Science is a way to not fool ourselves.
Carl SaganRead
We are the representatives of the cosmos; we are an example of what hydrogen atoms can do, given 15 billion years of cosmic evolution.
Interpretation
This quote emphasizes humanity's connection to the universe and the remarkable journey of evolution.
Carl Sagan's quote highlights the idea that humans are a product of the universe's extensive history and evolution. It illustrates the incredible transformation of simple hydrogen atoms into complex beings through billions of years of cosmic processes, suggesting that we are not just inhabitants of the universe but also its representatives, embodying the potential of evolution and complexity that has unfolded over time.
In practice
In a speech about the importance of science and exploration.
Science is a way to not fool ourselves.
In more than one respect, the exploring of the Solar System and homesteading other worlds constitutes the beginning, much more than the end, of history.
How smart does a chimpanzee have to be before killing him constitutes murder?
The hole in the ozone layer is a kind of skywriting. At first it seemed to spell out our continuing complacency before a witch's brew of deadly perils. But perhaps it really tells of a newfound talent to work together to protect the global environment.
There is a reward structure in science that is very interesting: Our highest honors go to those who disprove the findings of the most revered among us. So Einstein is revered not just because he made so many fundamental contributions to science, but because he found an imperfection in the fundamental contribution of Isaac Newton.
The simplest thought, like the concept of the number one, has an elaborate logical underpinning.
How could people like these, without words to put to their emotions and passions, manage? They could, at best, only suffer dumbly. Their pains and humiliations would work themselves out in their characters alone: like evil spirits possessing a body, so that the body itself might appear innocent of what it did.
Filling the conscious mind with ideal conceptions is a characteristic of Western theosophy, but not the confrontation with the Shadow and the world of darkness. One does not become enlightened by imagining figures of light, but by making the darkness conscious. The latter procedure, however, is disagreeable and therefore not popular.
Ancient eschatological texts are actually maps of the inner territories of the psyche that seem to transcend race and culture and originate in the collective unconscious.
It occurs to me as I write that this "white light," usually presented dippily (evidence of afterlife, higher power), is in fact precisely consistent with the oxygen deficit that occurs as blood flow to the brain decreases. "Everything went white," those whose blood pressure has dropped say of the instant before they faint.
If my answers frighten you then you should cease asking scary questions.
Standards of beauty describe in precise terms the relationship that an individual will have to her own body. They prescribe her mobility, spontaneity, posture, gait, the uses to which she can use her body. They define precisely the dimension of her physical freedom and psychological development, intellectual possibility, and creative potential is an umbilical one.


## EXERCISE DESCRIPTION:
Please report every line in the entries that contains the string "State".

+++ EXERCISE DATA +++

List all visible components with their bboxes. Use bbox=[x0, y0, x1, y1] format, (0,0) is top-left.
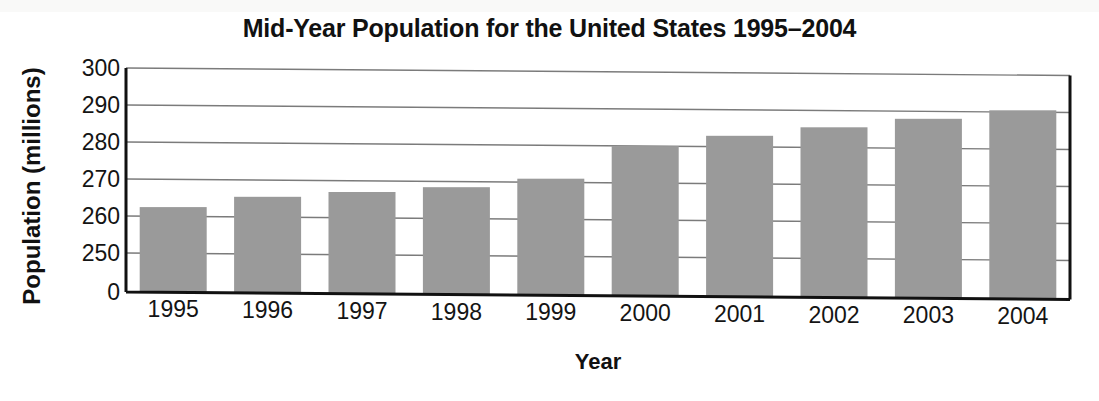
y-tick-label: 260 bbox=[50, 205, 120, 228]
y-tick-label: 270 bbox=[50, 168, 120, 191]
scan-texture bbox=[0, 0, 1099, 12]
bar bbox=[517, 179, 584, 296]
x-tick-label: 1997 bbox=[315, 298, 409, 324]
y-tick-label: 300 bbox=[50, 57, 120, 80]
x-tick-label: 2003 bbox=[881, 302, 975, 328]
plot-area bbox=[126, 62, 1070, 294]
x-axis-title: Year bbox=[126, 349, 1070, 375]
x-tick-label: 2000 bbox=[598, 300, 692, 326]
y-axis-tick-labels: 3002902802702602500 bbox=[48, 0, 120, 401]
bar bbox=[612, 146, 679, 296]
x-tick-label: 1996 bbox=[220, 297, 314, 323]
bar bbox=[801, 127, 868, 297]
bar bbox=[140, 207, 207, 292]
x-axis-tick-labels: 1995199619971998199920002001200220032004 bbox=[126, 296, 1070, 330]
gridline bbox=[126, 68, 1070, 76]
x-tick-label: 2002 bbox=[787, 302, 881, 328]
gridline bbox=[126, 105, 1070, 113]
bar-chart-svg bbox=[126, 62, 1070, 294]
chart-title: Mid-Year Population for the United State… bbox=[0, 14, 1099, 43]
bar bbox=[329, 192, 396, 294]
y-tick-label: 0 bbox=[50, 281, 120, 304]
chart-figure: Mid-Year Population for the United State… bbox=[0, 0, 1099, 401]
x-tick-label: 1995 bbox=[126, 296, 220, 322]
bar bbox=[423, 187, 490, 294]
bar bbox=[895, 119, 962, 299]
y-tick-label: 250 bbox=[50, 242, 120, 265]
x-tick-label: 1998 bbox=[409, 299, 503, 325]
x-tick-label: 2001 bbox=[692, 301, 786, 327]
bar bbox=[706, 136, 773, 297]
y-axis-title: Population (millions) bbox=[18, 51, 46, 321]
bar bbox=[989, 110, 1056, 299]
bars bbox=[140, 110, 1057, 299]
y-tick-label: 290 bbox=[50, 94, 120, 117]
x-tick-label: 1999 bbox=[504, 299, 598, 325]
bar bbox=[234, 197, 301, 293]
y-tick-label: 280 bbox=[50, 131, 120, 154]
x-tick-label: 2004 bbox=[976, 303, 1070, 329]
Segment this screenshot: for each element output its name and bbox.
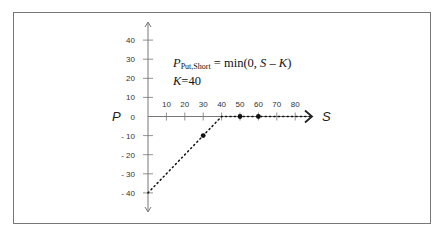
- x-tick-label: 40: [217, 100, 226, 109]
- y-tick-label: 0: [131, 113, 136, 122]
- y-tick-label: - 10: [121, 132, 135, 141]
- y-tick-label: 40: [126, 36, 135, 45]
- formula-subscript: Put,Short: [181, 62, 211, 71]
- formula-close: ): [287, 56, 291, 70]
- strike-value: =40: [181, 74, 201, 88]
- y-tick-label: - 40: [121, 189, 135, 198]
- x-tick-label: 80: [291, 100, 300, 109]
- series: [148, 114, 310, 193]
- formula-minus: –: [266, 56, 279, 70]
- y-tick-label: 10: [126, 93, 135, 102]
- x-tick-label: 20: [180, 100, 189, 109]
- data-point-marker: [238, 114, 243, 119]
- y-tick-label: 30: [126, 55, 135, 64]
- formula-k: K: [279, 56, 287, 70]
- formula-min: min(0,: [224, 56, 260, 70]
- x-axis-label: S: [322, 109, 331, 124]
- strike-line: K=40: [173, 74, 291, 88]
- x-tick-label: 50: [236, 100, 245, 109]
- y-axis-label: P: [112, 109, 121, 124]
- data-point-marker: [201, 133, 206, 138]
- x-tick-label: 70: [272, 100, 281, 109]
- formula-p-symbol: P: [173, 56, 181, 70]
- formula-line: PPut,Short = min(0, S – K): [173, 56, 291, 74]
- x-tick-label: 10: [162, 100, 171, 109]
- data-point-marker: [256, 114, 261, 119]
- payoff-line: [148, 117, 310, 193]
- y-tick-label: - 20: [121, 151, 135, 160]
- x-tick-label: 30: [199, 100, 208, 109]
- y-tick-label: 20: [126, 74, 135, 83]
- y-tick-label: - 30: [121, 170, 135, 179]
- x-tick-label: 60: [254, 100, 263, 109]
- formula-equals: =: [211, 56, 224, 70]
- payoff-chart: 1020304050607080403020100- 10- 20- 30- 4…: [0, 0, 444, 239]
- payoff-formula: PPut,Short = min(0, S – K) K=40: [173, 56, 291, 88]
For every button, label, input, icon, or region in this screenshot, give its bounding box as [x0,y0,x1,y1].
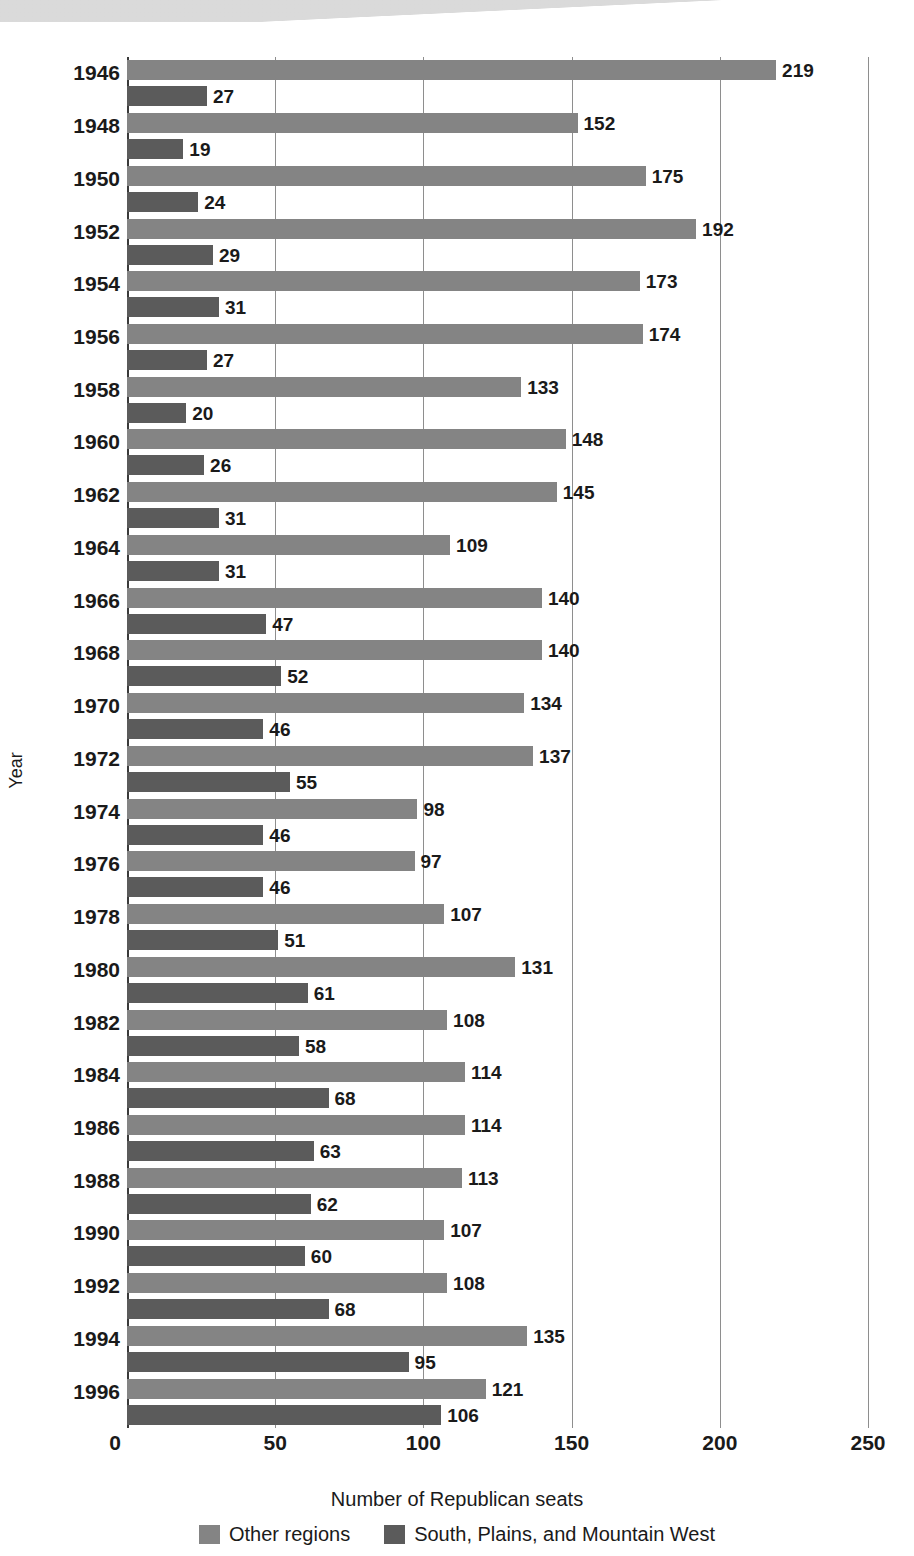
year-label-1978: 1978 [73,906,120,927]
bar-group-1956: 195617427 [127,324,868,370]
year-label-1976: 1976 [73,853,120,874]
bar-value-label: 108 [453,1274,485,1293]
bar-group-1964: 196410931 [127,535,868,581]
bar-1954-south-plains-mountain-west: 31 [127,297,219,317]
bar-value-label: 148 [572,430,604,449]
bar-value-label: 97 [421,852,442,871]
bar-1964-other-regions: 109 [127,535,450,555]
legend-label-south-plains-mountain-west: South, Plains, and Mountain West [414,1524,715,1544]
bar-value-label: 68 [335,1300,356,1319]
bar-1972-south-plains-mountain-west: 55 [127,772,290,792]
year-label-1962: 1962 [73,484,120,505]
bar-value-label: 29 [219,245,240,264]
bar-1950-other-regions: 175 [127,166,646,186]
bar-value-label: 134 [530,694,562,713]
bar-1992-other-regions: 108 [127,1273,447,1293]
bar-value-label: 140 [548,641,580,660]
legend-item-other-regions: Other regions [199,1524,350,1544]
bar-value-label: 24 [204,192,225,211]
bar-value-label: 68 [335,1089,356,1108]
bar-value-label: 121 [492,1379,524,1398]
bar-1980-south-plains-mountain-west: 61 [127,983,308,1003]
bar-1962-south-plains-mountain-west: 31 [127,508,219,528]
bar-1954-other-regions: 173 [127,271,640,291]
bar-1982-other-regions: 108 [127,1010,447,1030]
bar-group-1960: 196014826 [127,429,868,475]
year-label-1946: 1946 [73,62,120,83]
year-label-1986: 1986 [73,1116,120,1137]
bar-group-1990: 199010760 [127,1220,868,1266]
bar-1972-other-regions: 137 [127,746,533,766]
bar-group-1950: 195017524 [127,166,868,212]
bar-group-1984: 198411468 [127,1062,868,1108]
bar-1978-other-regions: 107 [127,904,444,924]
bar-1968-other-regions: 140 [127,640,542,660]
bar-1980-other-regions: 131 [127,957,515,977]
bar-value-label: 46 [269,878,290,897]
x-tick-label-250: 250 [850,1432,885,1453]
bar-group-1982: 198210858 [127,1010,868,1056]
x-tick-label-200: 200 [702,1432,737,1453]
bar-value-label: 114 [471,1063,502,1082]
legend-swatch-south-plains-mountain-west [384,1525,405,1544]
year-label-1966: 1966 [73,589,120,610]
bar-value-label: 106 [447,1405,479,1424]
bar-group-1986: 198611463 [127,1115,868,1161]
bar-value-label: 58 [305,1036,326,1055]
bar-value-label: 109 [456,535,488,554]
bar-1958-south-plains-mountain-west: 20 [127,403,186,423]
bar-1970-other-regions: 134 [127,693,524,713]
bar-1960-south-plains-mountain-west: 26 [127,455,204,475]
bar-1946-other-regions: 219 [127,60,776,80]
bar-value-label: 174 [649,325,681,344]
bar-value-label: 51 [284,931,305,950]
year-label-1992: 1992 [73,1275,120,1296]
bar-value-label: 192 [702,219,734,238]
bar-value-label: 135 [533,1326,565,1345]
year-label-1964: 1964 [73,536,120,557]
bar-1960-other-regions: 148 [127,429,566,449]
bar-value-label: 20 [192,403,213,422]
bar-value-label: 152 [584,114,616,133]
bar-1966-other-regions: 140 [127,588,542,608]
bar-1966-south-plains-mountain-west: 47 [127,614,266,634]
x-tick-label-100: 100 [406,1432,441,1453]
bar-group-1970: 197013446 [127,693,868,739]
bar-value-label: 219 [782,61,814,80]
bar-group-1976: 19769746 [127,851,868,897]
bar-group-1946: 194621927 [127,60,868,106]
x-tick-label-0: 0 [109,1432,121,1453]
bar-group-1978: 197810751 [127,904,868,950]
bar-1946-south-plains-mountain-west: 27 [127,86,207,106]
bar-value-label: 52 [287,667,308,686]
bar-value-label: 27 [213,351,234,370]
bar-group-1966: 196614047 [127,588,868,634]
republican-seats-bar-chart: Year 19462192719481521919501752419521922… [0,0,914,1556]
legend-item-south-plains-mountain-west: South, Plains, and Mountain West [384,1524,715,1544]
year-label-1988: 1988 [73,1169,120,1190]
bar-1970-south-plains-mountain-west: 46 [127,719,263,739]
bar-1962-other-regions: 145 [127,482,557,502]
bar-1984-south-plains-mountain-west: 68 [127,1088,329,1108]
bar-1978-south-plains-mountain-west: 51 [127,930,278,950]
bar-1956-south-plains-mountain-west: 27 [127,350,207,370]
year-label-1974: 1974 [73,800,120,821]
bar-1974-other-regions: 98 [127,799,417,819]
year-label-1970: 1970 [73,695,120,716]
bar-value-label: 114 [471,1115,502,1134]
bar-value-label: 31 [225,298,246,317]
bar-1948-other-regions: 152 [127,113,578,133]
bar-1974-south-plains-mountain-west: 46 [127,825,263,845]
bar-group-1974: 19749846 [127,799,868,845]
bar-value-label: 137 [539,746,571,765]
bar-1976-south-plains-mountain-west: 46 [127,877,263,897]
bar-1964-south-plains-mountain-west: 31 [127,561,219,581]
year-label-1950: 1950 [73,167,120,188]
bar-value-label: 55 [296,772,317,791]
bar-group-1980: 198013161 [127,957,868,1003]
bar-value-label: 175 [652,166,684,185]
bar-group-1972: 197213755 [127,746,868,792]
bar-1952-other-regions: 192 [127,219,696,239]
bar-1994-south-plains-mountain-west: 95 [127,1352,409,1372]
bar-1984-other-regions: 114 [127,1062,465,1082]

+++

## FINAL ANSWER:
chart-title: Mid-Year Population for the United State… bbox=[0, 14, 1099, 43]
chart-figure: Mid-Year Population for the United State… bbox=[0, 0, 1099, 401]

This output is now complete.